Sunday 30 September 2012

Reading Journals for the Lazy Student and the Busy Teacher

I am determined to do Reading Journals properly this year. Every year I start with enthusiastic fervour and ask my students to keep journals of their personal reading. I then give out exercise books, talk about various ways of keeping track of and depicting their reading and then promise to check up on them. And by around October they have disappeared quietly into the Great Educational Abyss of Good Intentions. So, I have decided this year that I need to keep them simple, manageable and easy to track.

My ‘revolutionary yet simple idea’ (ahem) is that my students need to record one quotation a week from their reading. They then need to do something with it e.g. analyse the language; illustrate it;  write about what they learn from it; write about its significance in the text as a whole; write about how it has ignited their own thinking about life etc.

By taking out the aim of mapping their reading of a whole text and zooming in on a few details, I want to force my students to do two things: 1.To engage with what the writer is actually saying and how they are saying it; 2. To reflect on their personal engagement with what they are reading. This type of journal will not (necessarily) track a student’s reading of whole texts but it will hopefully make them start to read with inference and reflect on what a writer’s words mean to them. It will also hopefully be less onerous and more manageable for them to complete each week.

The next step is how to keep track of this. I intend to set aside one starter a week (5-10 minutes)in which students will swap books and read through each other’s work. Students need t o then award each other a mark out of 5 for creativity, effort and analysis. The journal-keeper will then need to write a brief sentence saying what they want to try out in the following week that they haven’t done before. I might even add in a competitive element (for the sake of the boys in my class) and introduce a prize at the end of each term for the student with the most points.

What I am really hoping to do is to get my students thinking about their personal response to their reading. It is an incredibly difficult area to teach but it is becoming more and more necessary if we want students to succeed (at GCSE and A level). But more importantly, it is surely we are all in this business in the first place- to help students become reflective, engaged readers.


## YOUR TASK
Without the pictures, print the lines from the one holding "At what (x,y)" through the last line below, both included, exactly as they stand.

## DATA FOR THIS EXERCISE
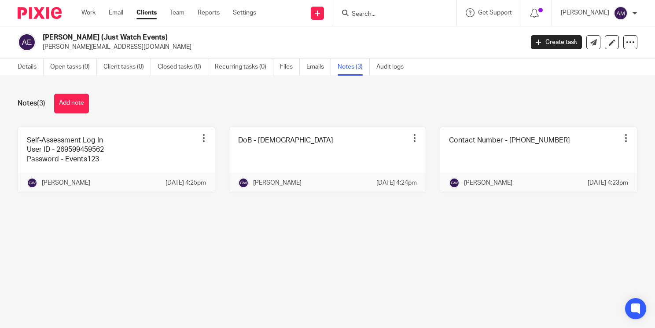  Describe the element at coordinates (40, 13) in the screenshot. I see `img: Pixie` at that location.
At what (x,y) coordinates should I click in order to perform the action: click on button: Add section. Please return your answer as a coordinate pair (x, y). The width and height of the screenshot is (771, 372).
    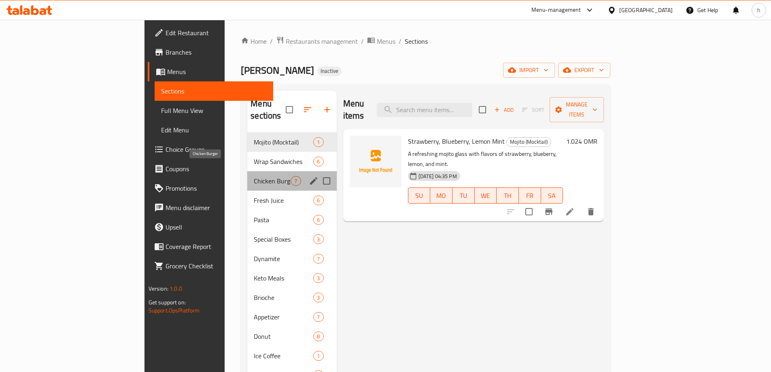
    Looking at the image, I should click on (327, 110).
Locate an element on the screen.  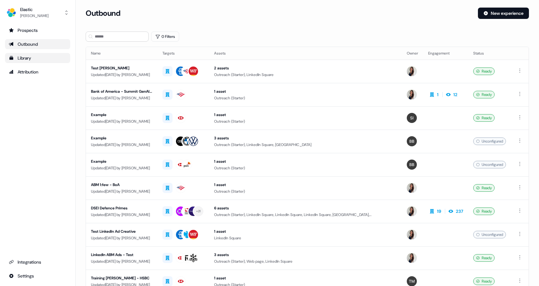
div: Prospects is located at coordinates (37, 30).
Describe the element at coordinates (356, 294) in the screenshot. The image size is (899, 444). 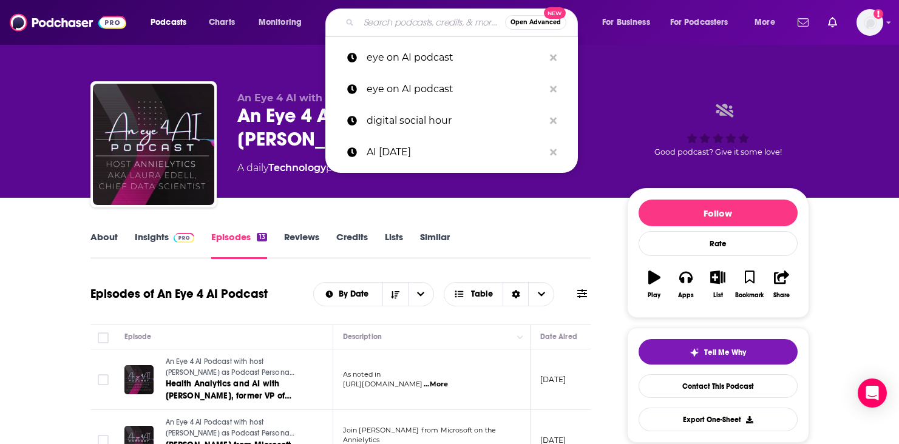
I see `span: By Date` at that location.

## ANSWER TO THIS TASK
At what (x,y) coordinates should I click in order to perform the action: click on button: Add section. Please return your answer as a coordinate pair (x, y). The width and height of the screenshot is (771, 372).
    Looking at the image, I should click on (327, 110).
Locate an element on the screen.  
div: Prospects is located at coordinates (37, 30).
Describe the element at coordinates (356, 294) in the screenshot. The image size is (899, 444). 
I see `span: By Date` at that location.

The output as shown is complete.